> Brief
Everything from the line with "reading: 144 psi" through the final line of the listing below must be retyped exactly, apart from the pictures.

[Excerpted records Boundary: Start]

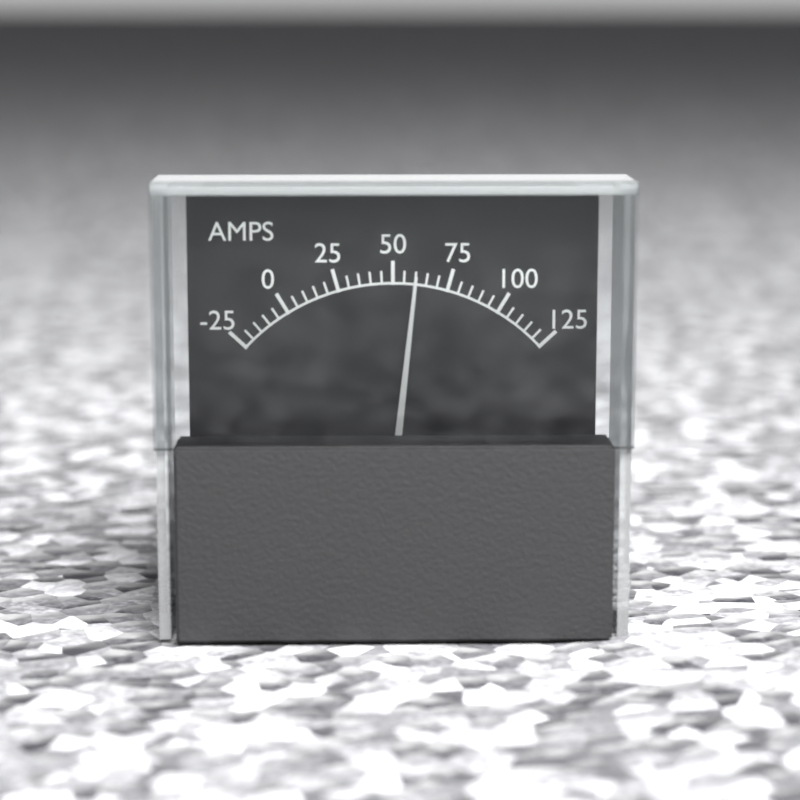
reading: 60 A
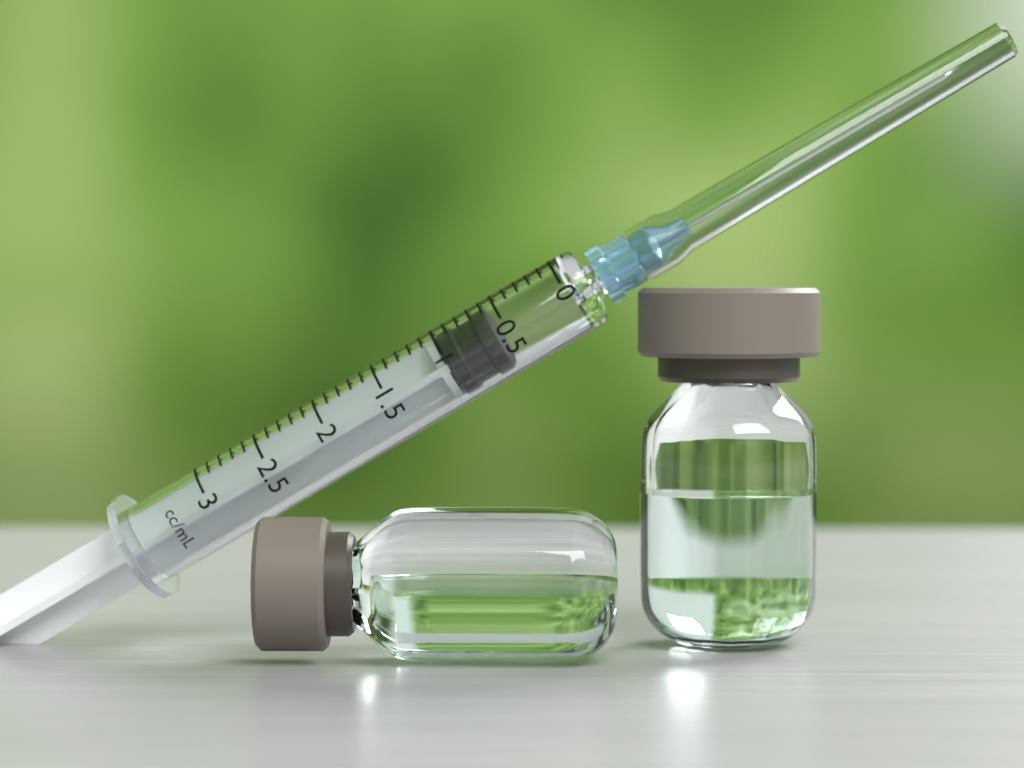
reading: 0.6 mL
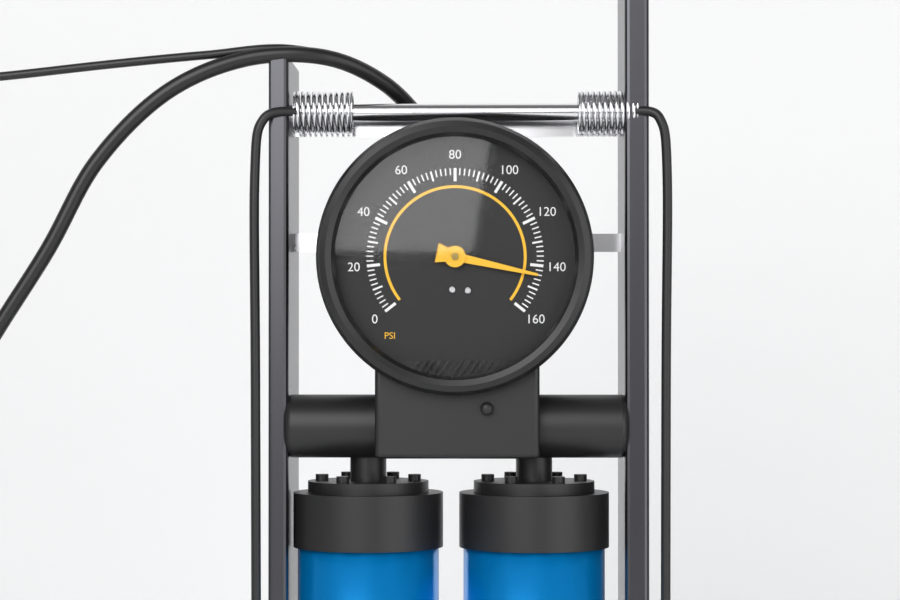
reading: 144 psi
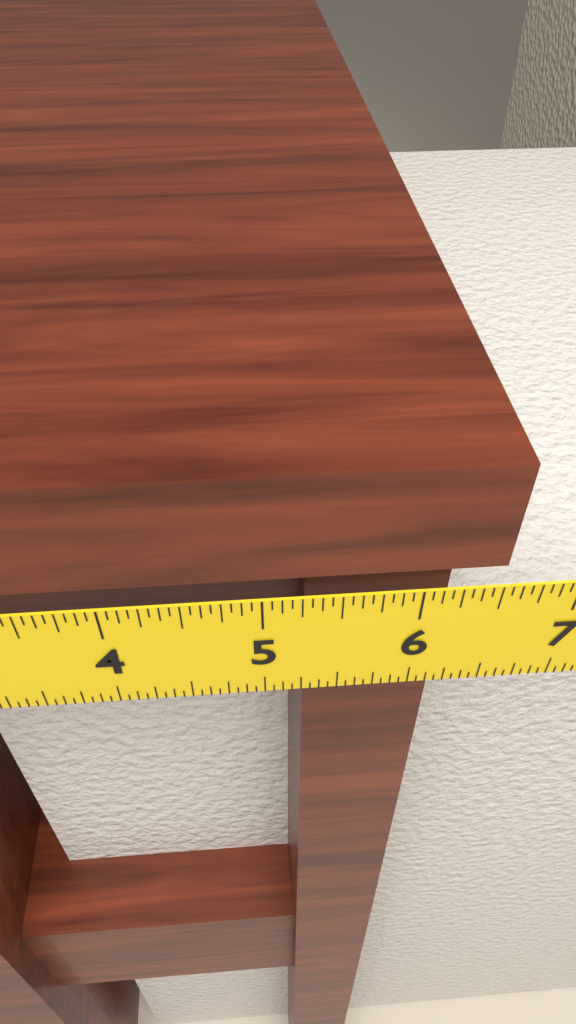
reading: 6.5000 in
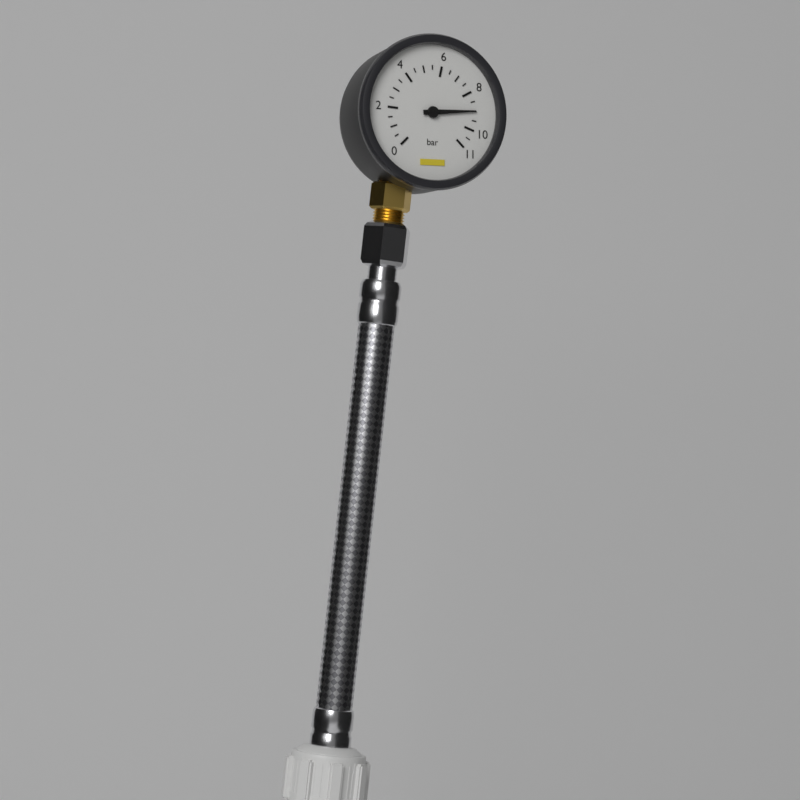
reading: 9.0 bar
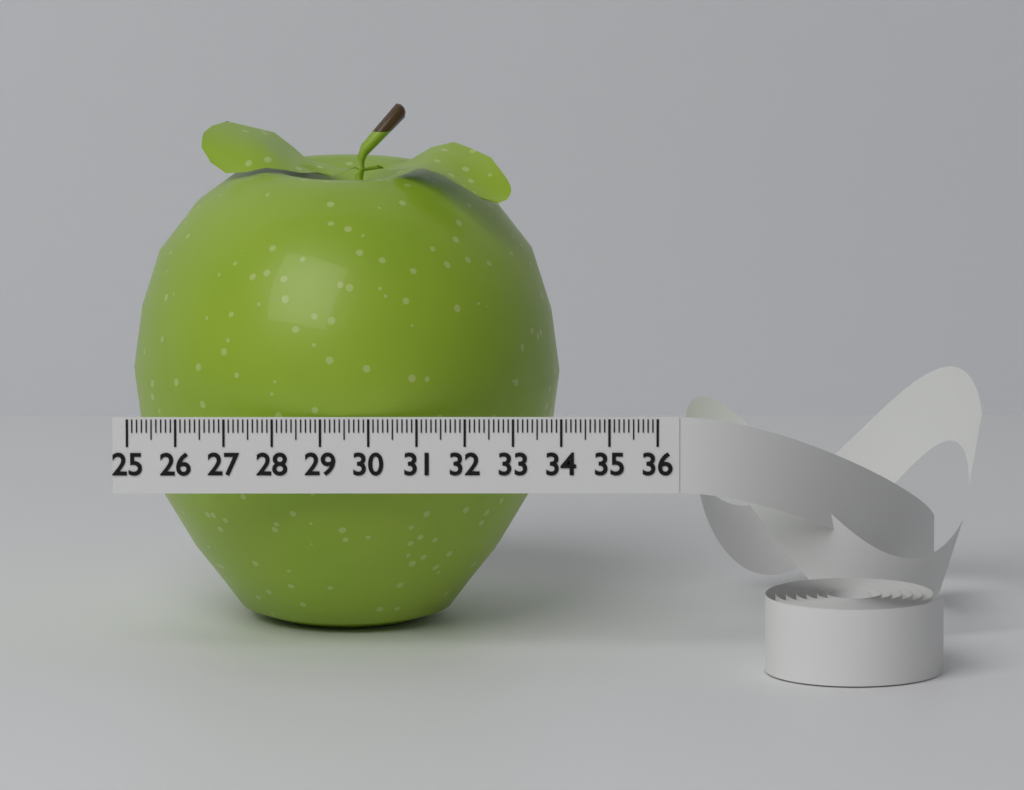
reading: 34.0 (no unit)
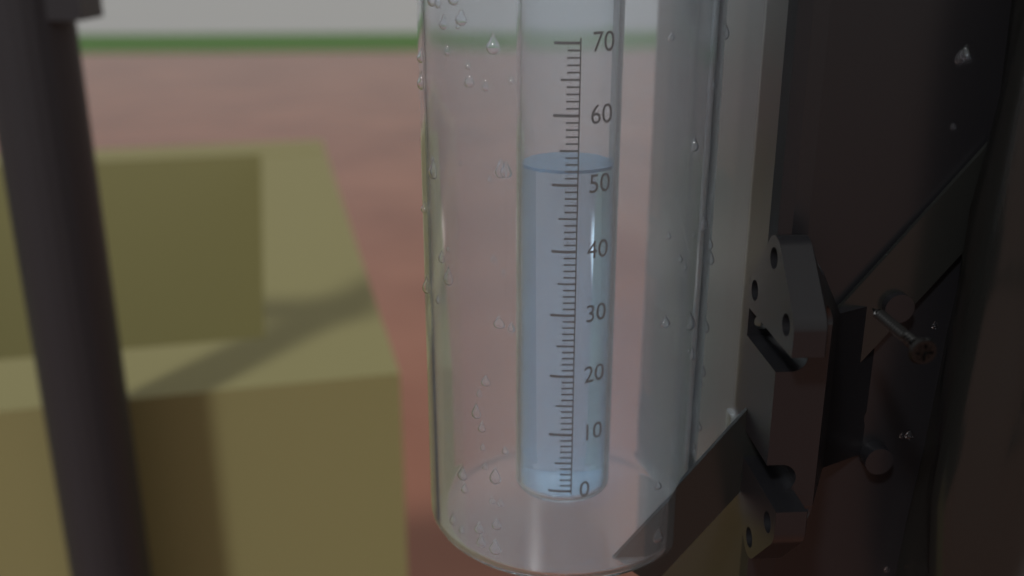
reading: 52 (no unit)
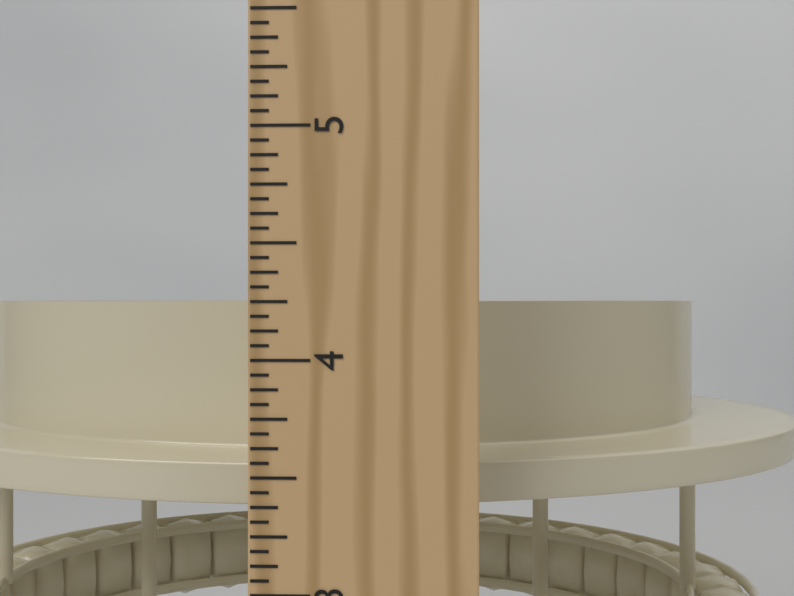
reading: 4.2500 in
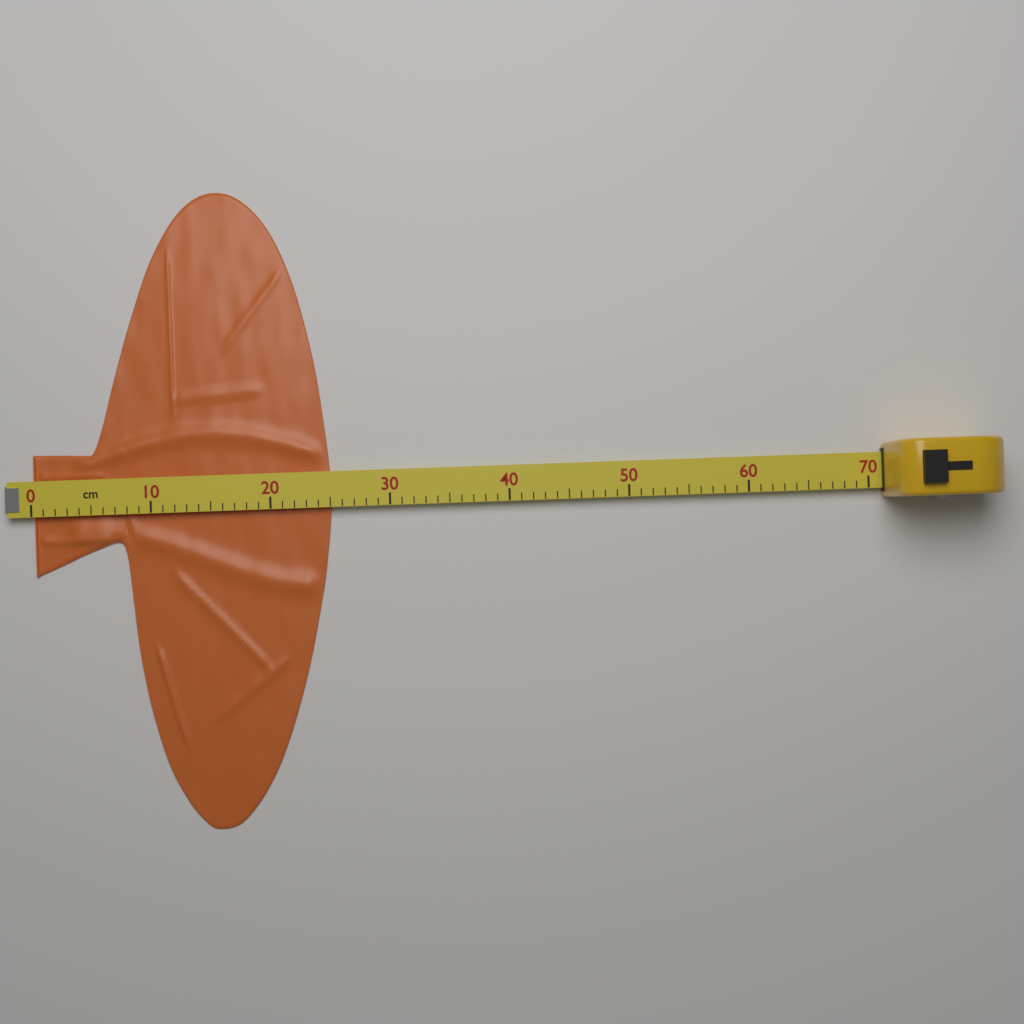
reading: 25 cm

[Excerpted records Boundary: End]

> Answer to this exercise
reading: 144 psi
reading: 6.5000 in
reading: 9.0 bar
reading: 34.0 (no unit)
reading: 52 (no unit)
reading: 4.2500 in
reading: 25 cm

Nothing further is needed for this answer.